Developing Thumb-Eye Coordination

But our digital entertainment obsession goes far beyond tv and movies. After growing nearly 10 percent a year for the last six years, the video game industry raked in $22.4 billion in 2014. An Entertainment Software Association study found that the average U.S. household has some sort of gaming device, that 51 percent of households have a dedicated gaming console (e.g. Xbox, Playstation, Wii), and that most of the households with a dedicated gaming console actually have two of them.

Video games aren’t simply a teenage phenomenon: The average age of someone who considers himself a “gamer” is 35 years old, and that average gamer has been playing for about 13 years.

Five video games are sold every second, according to the latest figures. Almost half of the games produced every year are given an E rating—deemed appropriate for all age groups. Just 14 percent are rated M for Mature. Yet four of the five top-selling games for 2013 were Assassin’s Creed iv: Black Flag, Battlefield 4, Call of Duty: Ghosts, and Grand Theft Auto v—all rated Mature (“Content is generally suitable for ages 17 and up. May contain intense violence, blood and gore, sexual content and/or strong language”). The top seller, Grand Theft Auto v, was the biggest release of all time. Not just among games: It was the most profitable entertainment media release ever in the world. It raked in $1 billion in consumer sales in its first three days on the market.
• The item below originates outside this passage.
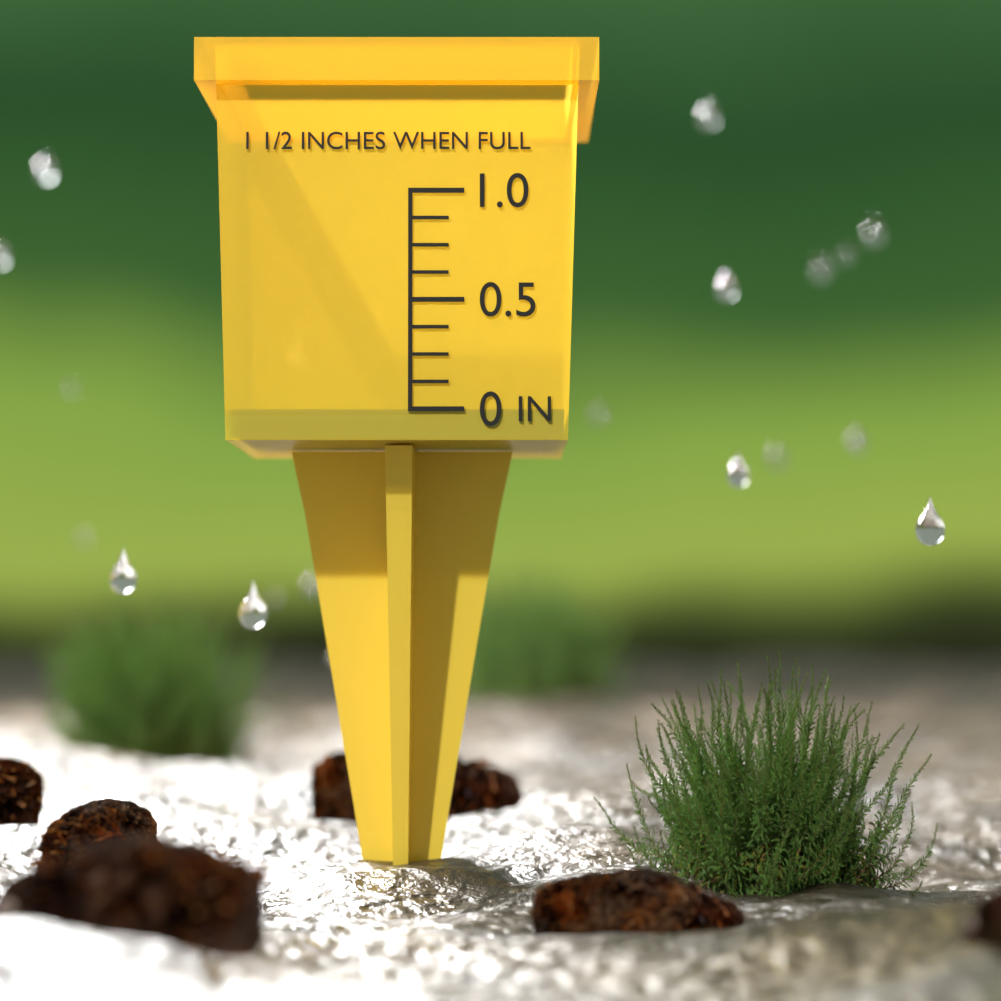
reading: 0.000 in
For the non-traditional gamers with no dedicated gaming console, there’s a glut of smartphone gaming apps. Candy Crush Saga generates over $900,000 in earnings per day. Gameplay on mobile devices earned more than $17 billion in 2014, and expects to make over $22 billion this year.

The tech is evolving rapidly. We call the computers in our pockets phones, but they have more computing ability than what it took to put mankind on the moon. We wear watches that send texts and e-mails, scan and deposit checks with our tablets, buy coffee with an app on our phones, and edit homemade movies on laptops that weigh less than a book.

Overwhelmed yet?

There are so many ways people simply absorb visual stimulation while physically doing absolutely nothing. New-age tech and the digital entertainment explosion have helped create a lifestyle where sitting and staring at a screen can be considered a hobby.

Fitting In or Standing Out?

Have you sunk into the lifestyle of digital distraction? This is how most people are spending their extra time. Are you part of that majority?

In Ephesians 5:15-16, the Apostle Paul exhorted those who follow God to “walk circumspectly, not as fools, but as wise, Redeeming the time, because the days are evil.” The original Greek could be rendered “live your life diligently, not foolishly, but with the wisdom and skill of a craftsman. Buy up the limited and precious amount of time you have, because the age you live in is full of hardships and evil.” God inspired His apostle to correct His people on their time management. How you spend your hours is how you spend your life. Do you use your time with the skill of a craftsman? Or do you rub your bleary eyes at midnight and wonder where all the time went?

Glancing through news headlines for a few minutes is enough to make a thinking person concerned about the future of the world and our future individually. Does your spiritual urgency translate to how you physically spend your time? Are you buying up the extra hours, making the most of them? Or are you wasting your life on digital illusions?

Everyone has the same amount of time to use every day. Often, your job or your school dictates how you spend the majority of your daily hours. But what you choose to do with your remaining hours matters—perhaps a lot more than you think. God doesn’t command you to do nothing but work and eat and sleep. He wants you to live an abundant, joyful life and enjoy the fruits of your labor. That’s exactly why He wants you to use digital entertainment in an extremely wise and limited way.

Resist the easy path. Don’t be average. Don’t invest your life in a digital fantasy world. Challenge yourself, develop your skills. This is an evil age, and to experience the enjoyment, meaning and purpose for which you were created, you have to switch off the screen and redeem the time.